Hub drives the car, with the guy in the trunk, to his office, which is in an old gas station next to the house where his mother Kitty (Beth Grant) lives. When he goes to clean his gaping neck wound, Hub notices that it’s starting to close up. By the next morning, it’s almost completely healed. As he goes after Callahan — who, of course, is shocked that Hub isn’t dead — Maryanne wants him to sign a form that will allow their teenage son Cade (Maxwell Jenkins) to go out on the road with them. In the meantime, Callahan takes off.
Hub goes to a cabin where the Earles and Callahan are playing poker. He knows it’s a trap, and finds a way to leverage the brothers to draw in Callahan. But he’s also shocked when he sees Pastor Ron (Dave Macomber), from his mother’s former church, with the glowing eyes of a demon. In the meantime, a company called Pot O’ Gold keeps calling him to complete a “new employee orientation.”

What Shows Will It Remind You Of? The Bondsman, created by Grainger David, is a bit of a cross between Fallout, The Boys and The Sticky.
Our Take: The upshot of what happened to Hub is that, yes, he’s indeed dead, as Midge (Jolene Purdy), a representative from Pot O’ Gold, tells him.

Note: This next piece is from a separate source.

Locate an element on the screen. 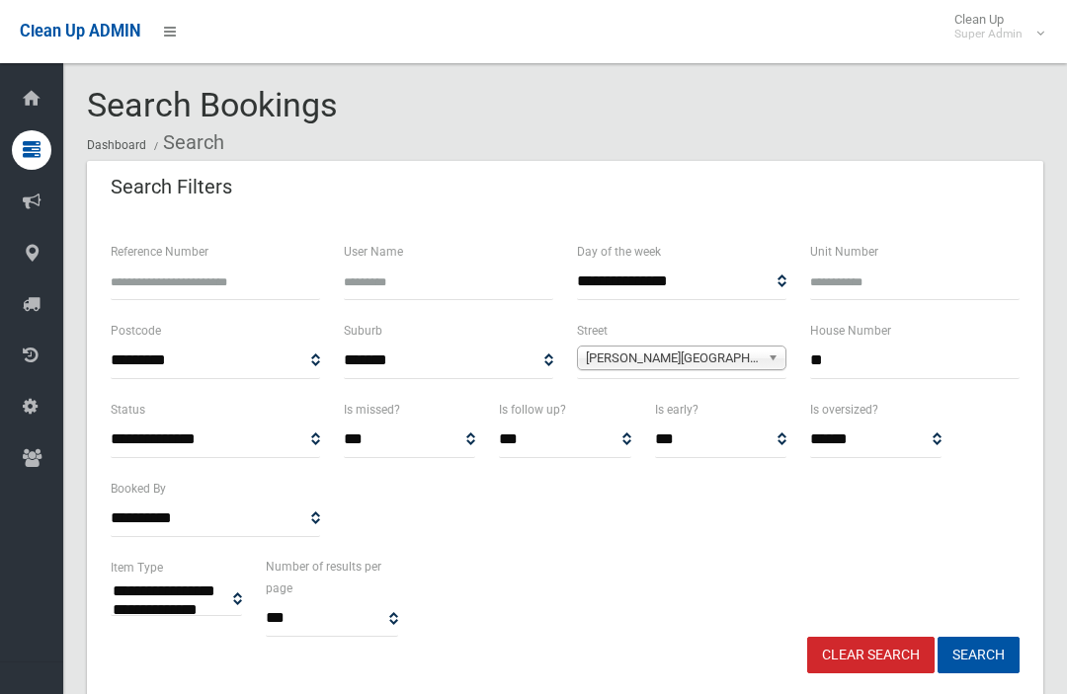  label: User Name is located at coordinates (373, 252).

Oh, by the way, Pot O’ Gold is actually Hell, and he was sent back to hunt down demons who escaped and are roaming Earth. If he fails any of his missions, he gets extracted back “Down There.” But Satan can also call him back “home” at any time, whether he’s successful or not.
What we enjoyed about The Bondsman is that, like many horror thrillers of this type, it’s not taking itself completely seriously. Bacon is appropriately sardonic as a Hub, a guy who’s probably seen it all, and done just enough to get him that ticket to Hell, despite Kitty’s assertions that he’s a good boy. Even when he finds himself with that huge hole in his neck when he wakes up, he takes a piece of duct tape off the car that rolled up on the motel and wrapped it around his bloody neck. It was gross but wholly appropriate for a character who’s as hardened as Hub is.

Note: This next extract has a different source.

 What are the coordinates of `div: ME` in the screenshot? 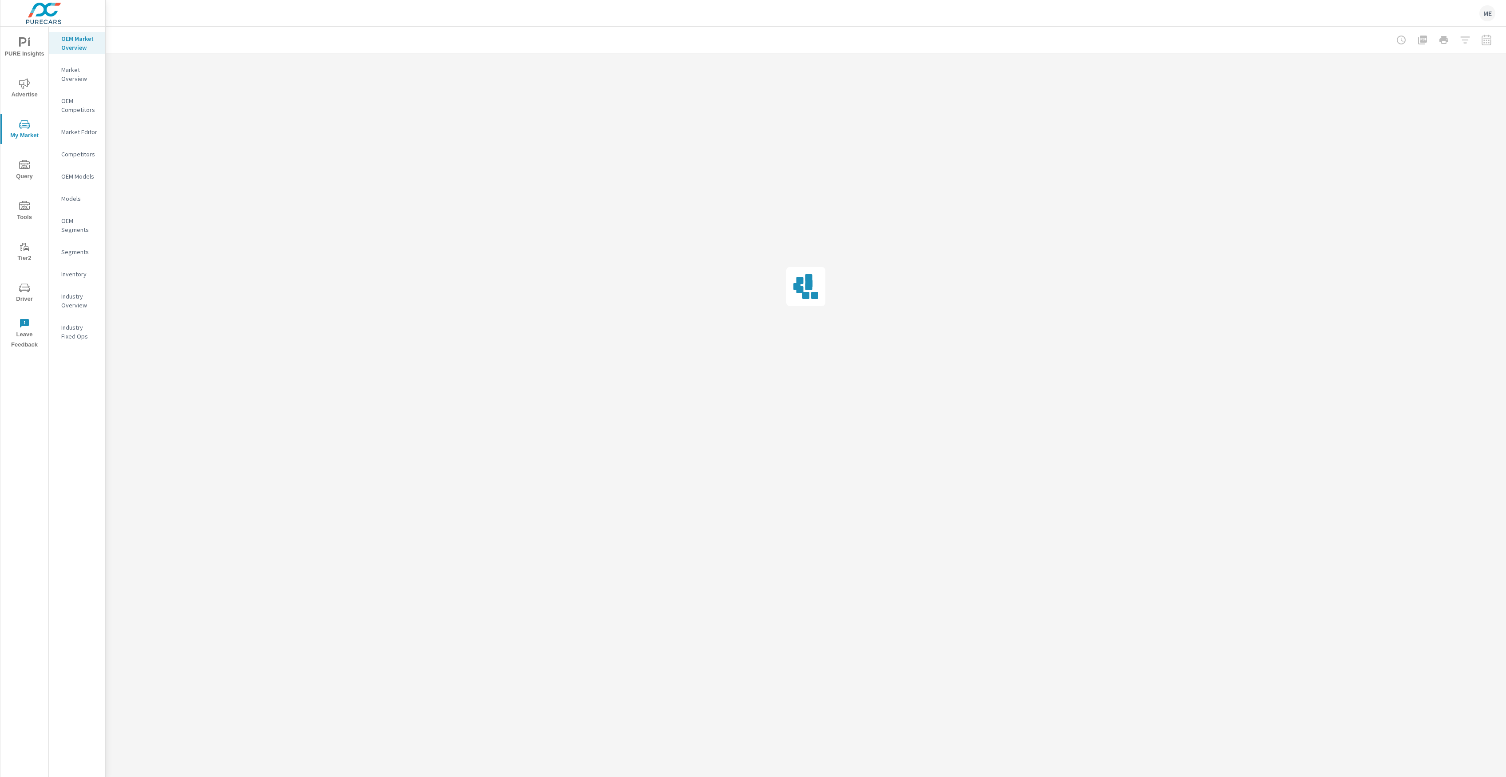 It's located at (1488, 13).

While the action scenes where Hub, with the help of Kitty, hunt and kill demons are well-done, we’re more interested in seeing Hub negotiate the idea that his mortal enemy, Calloway, is involved with his Maryanne and Cade. So he’s going to have to show his ex and their son that Calloway isn’t the great guy he seems to be. It’ll also be interesting to go back and see Hub and Maryanne’s history, even if it’s just to see scenes where Bacon and Nettles sing together.

Sex and Skin: Nothing in the first two episodes, but it’s a very bloody show.
Parting Shot: With a slight smile, Midge tells Hub, “Now you hunt demons. For the Devil.”
Sleeper Star: Jolene Purdy plays Midge as this chipper HR-rep kind of character, even though she’s literally an agent of Satan.
Most Pilot-y Line: It’s amazing how long Tater stayed in the trunk of his car without passing out from lack of oxygen.
Our Call: STREAM IT. The Bondsman is mostly bloody and silly, but fun performances by Bacon and Grant make the demon-slaying adventures of Hub Halloran very watchable.
Joel Keller (@joelkeller) writes about food, entertainment, parenting and tech, but he doesn’t kid himself: he’s a TV junkie. His writing has appeared in the New York Times, Slate, Salon, RollingStone.com, VanityFair.com, Fast Company and elsewhere.